Limitation of opportunity and free choice implies lack of liberty. Man is controlled by his environment, and he alters the actions of others even if he thinks that he is simply determining his own. Therefore the realization of free choice is naturally inhibited. On the national level, the balance between population and resources becomes more delicate; state planning and control is necessary; individual freedom is inhibited and, politically, can only be expressed within the prevailing representative system.
As political control becomes more intense, intellectual liberties may be curtailed by censorship and the banning of meetings, books and the right of association. Conflicting group interests may result in tyranny by either the majority or a minority.
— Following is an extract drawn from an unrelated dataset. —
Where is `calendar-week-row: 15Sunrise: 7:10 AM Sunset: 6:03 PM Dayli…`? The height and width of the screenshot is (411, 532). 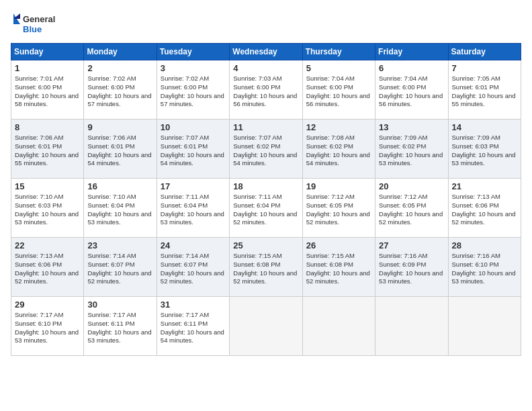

Moral and religious freedom may be inhibited by law or by social taboo. Freedom of movement and employment will be reduced and the ability to make the best use of available opportunities will be inhibited by unequal distribution of state services, education, health, housing. Freedom of ownership and the freedom to do as one chooses with one's possessions will be restricted according to the prevailing ideology concerning materials and resources and the interaction of materials and resources, such as the air polluting effect of car exhaust fumes. Extreme forms of the negation of liberty include slavery, concubinage, and legalized discrimination such as apartheid.
Lack of individual liberty has been recognized by philosophers throughout the centuries, usually on the basis that a certain amount of curtailment of individual freedom is necessary for society to function, but that it should not be excessive.